Wednesday, 27 April 2005

6:00 pm

Joe Sherlock (Cork East, Labour)

I thank Deputy Moynihan for his kind remarks but I hope he will impress the Taoiseach and the Tánaiste with the same remarks. In 2001 there was a permanent radiologist in Mallow General Hospital. However, when an application was made to Comhairle na nOspidéal, Mr. Donie Ormond, the Fianna Fáil member who was vice-chairman of Comhairle na nOspidéal at the time, suggested that two should be appointed, that Mallow General Hospital should have seven sessions and Cork University Hospital should have four sessions rather than Mallow having ten sessions and Cork University Hospital having one session. The volume of work in Mallow General Hospital is sufficient to warrant the appointment of a radiologist directly to Mallow. This is five years after the issue was raised in the first instance. That is outrageous at this stage.

Progress is not being made and the delay is for the purpose of downgrading Mallow General Hospital and have patients transferred to Cork University Hospital. I have no doubt about that.

Mallow is a developing urban area that is designated hub town. Mallow General Hospital serves a population of 90,000 to 100,000 people and allows them access acute accident and emergency services as well as medical and surgical services within the accepted golden hour. The general practitioners in that region back up the case. We demand action as we believe there is no reason the hospital which has been served by a temporary radiologist for the past five years should not have a permanent radiologist appointed now.

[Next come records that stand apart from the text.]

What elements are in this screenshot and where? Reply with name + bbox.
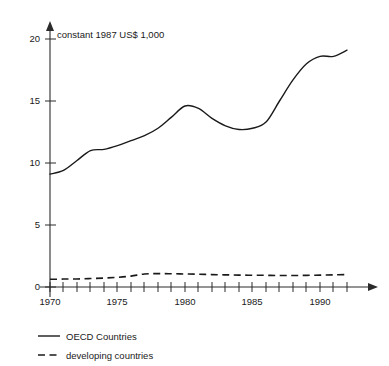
line-chart-svg: 0 5 10 15 20 constant 1987 US$ 1,000 xyxy=(0,0,389,366)
x-ticklabel-1975: 1975 xyxy=(106,296,127,307)
legend-label-developing-countries: developing countries xyxy=(66,350,153,361)
y-axis-arrow-icon xyxy=(46,21,54,31)
x-axis-ticklabels: 1970 1975 1980 1985 1990 xyxy=(39,296,330,307)
x-axis-arrow-icon xyxy=(368,283,378,291)
series-line-developing-countries xyxy=(50,274,347,280)
y-ticklabel-0: 0 xyxy=(35,281,40,292)
x-ticklabel-1970: 1970 xyxy=(39,296,60,307)
y-ticklabel-20: 20 xyxy=(29,33,40,44)
x-ticklabel-1985: 1985 xyxy=(241,296,262,307)
chart-legend: OECD Countries developing countries xyxy=(38,331,153,361)
y-axis xyxy=(46,21,54,297)
x-axis xyxy=(40,283,378,291)
y-axis-unit-label: constant 1987 US$ 1,000 xyxy=(57,29,164,40)
x-ticklabel-1990: 1990 xyxy=(309,296,330,307)
chart-figure: 0 5 10 15 20 constant 1987 US$ 1,000 xyxy=(0,0,389,366)
series-line-oecd-countries xyxy=(50,50,347,174)
y-ticklabel-5: 5 xyxy=(35,219,40,230)
legend-item-developing-countries: developing countries xyxy=(38,350,153,361)
x-ticklabel-1980: 1980 xyxy=(174,296,195,307)
y-ticklabel-15: 15 xyxy=(29,95,40,106)
y-axis-ticklabels: 0 5 10 15 20 xyxy=(29,33,40,292)
legend-label-oecd-countries: OECD Countries xyxy=(66,331,137,342)
legend-item-oecd-countries: OECD Countries xyxy=(38,331,137,342)
y-ticklabel-10: 10 xyxy=(29,157,40,168)
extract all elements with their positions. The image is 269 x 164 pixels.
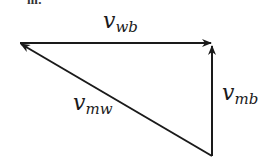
label-v-wb: vwb	[103, 8, 138, 36]
label-symbol: v	[73, 90, 85, 115]
label-v-mw: vmw	[73, 90, 113, 118]
label-subscript: wb	[115, 18, 137, 36]
label-symbol: v	[222, 80, 234, 105]
label-v-mb: vmb	[222, 80, 258, 108]
label-subscript: mb	[234, 90, 258, 108]
label-symbol: v	[103, 8, 115, 33]
vector-mw-arrow	[21, 44, 212, 156]
label-subscript: mw	[85, 100, 112, 118]
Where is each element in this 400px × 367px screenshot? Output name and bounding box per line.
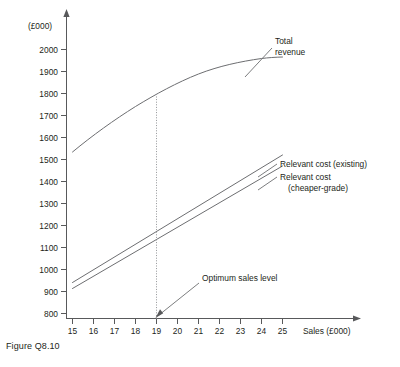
figure-container: 2000 1900 1800 1700 1600 1500 1400 1300 … (0, 0, 400, 367)
x-tick-label: 22 (215, 326, 225, 336)
x-tick-label: 17 (110, 326, 120, 336)
x-tick-label: 20 (173, 326, 183, 336)
y-tick-label: 1900 (39, 67, 58, 77)
y-axis-arrow-icon (63, 9, 69, 17)
y-tick-label: 1700 (39, 111, 58, 121)
y-tick-label: 800 (44, 309, 58, 319)
y-tick-label: 1200 (39, 221, 58, 231)
series-relevant-cost-existing (73, 155, 283, 283)
figure-caption: Figure Q8.10 (6, 341, 60, 351)
y-tick-label: 1800 (39, 89, 58, 99)
y-tick-label: 1500 (39, 155, 58, 165)
x-tick-label: 23 (236, 326, 246, 336)
y-axis-ticks: 2000 1900 1800 1700 1600 1500 1400 1300 … (39, 45, 66, 319)
y-tick-label: 1600 (39, 133, 58, 143)
total-revenue-label-line2: revenue (275, 47, 306, 57)
series-total-revenue (73, 57, 283, 152)
x-tick-label: 18 (131, 326, 141, 336)
relevant-cost-existing-label: Relevant cost (existing) (280, 159, 367, 169)
total-revenue-leader-line (245, 48, 272, 77)
x-tick-label: 24 (257, 326, 267, 336)
y-axis-unit-label: (£000) (28, 21, 52, 31)
y-tick-label: 1100 (40, 243, 58, 253)
chart-canvas: 2000 1900 1800 1700 1600 1500 1400 1300 … (0, 0, 400, 367)
series-relevant-cost-cheaper-grade (73, 166, 283, 289)
relevant-cost-cheaper-label-line1: Relevant cost (280, 172, 331, 182)
relevant-cost-cheaper-label-line2: (cheaper-grade) (288, 183, 348, 193)
y-tick-label: 1400 (39, 177, 58, 187)
annotation-optimum-sales-level: Optimum sales level (156, 273, 278, 318)
y-tick-label: 900 (44, 287, 58, 297)
x-tick-label: 15 (68, 326, 78, 336)
x-tick-label: 16 (89, 326, 99, 336)
total-revenue-label-line1: Total (275, 36, 293, 46)
x-tick-label: 19 (152, 326, 162, 336)
x-axis-ticks: 15 16 17 18 19 20 21 22 23 24 25 (68, 319, 288, 337)
x-tick-label: 21 (194, 326, 204, 336)
x-axis-title: Sales (£000) (303, 326, 351, 336)
x-tick-label: 25 (278, 326, 288, 336)
annotation-relevant-cost-cheaper-grade: Relevant cost (cheaper-grade) (258, 172, 348, 193)
x-axis-arrow-icon (353, 315, 361, 321)
annotation-total-revenue: Total revenue (245, 36, 306, 77)
optimum-sales-arrow-line (159, 283, 199, 315)
y-tick-label: 2000 (39, 45, 58, 55)
y-tick-label: 1000 (39, 265, 58, 275)
optimum-sales-level-label: Optimum sales level (202, 273, 278, 283)
y-tick-label: 1300 (39, 199, 58, 209)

The Tánaiste and Minister for Health and Children, Deputy Harney, wrote to me on 25 March stating, "it is a matter for the Health Service Executive. Under the Act the executive has responsibility to manage and deliver the service." On 19 April 2005 the medical manpower manager, Cork University Hospital, in the Cork region said, "The outstanding issue is funding for which we are still awaiting authorisation". The reason it is not happening is that we are waiting for funding.

A sum of €1.5 million has been collected for a CT scanner approved in 2004. We were informed the scanner would be installed in an area occupied by a staff canteen adjacent to a radiology department. To date nothing has happened.

In Mallow General Hospital 90% of the people can be treated in the general hospital system. In Cork University Hospital the daily cost per patient is €747 while in Mallow General Hospital the cost is €477. Given that the facts are now on the record of this Dáil I hope the Minister of State will act on this.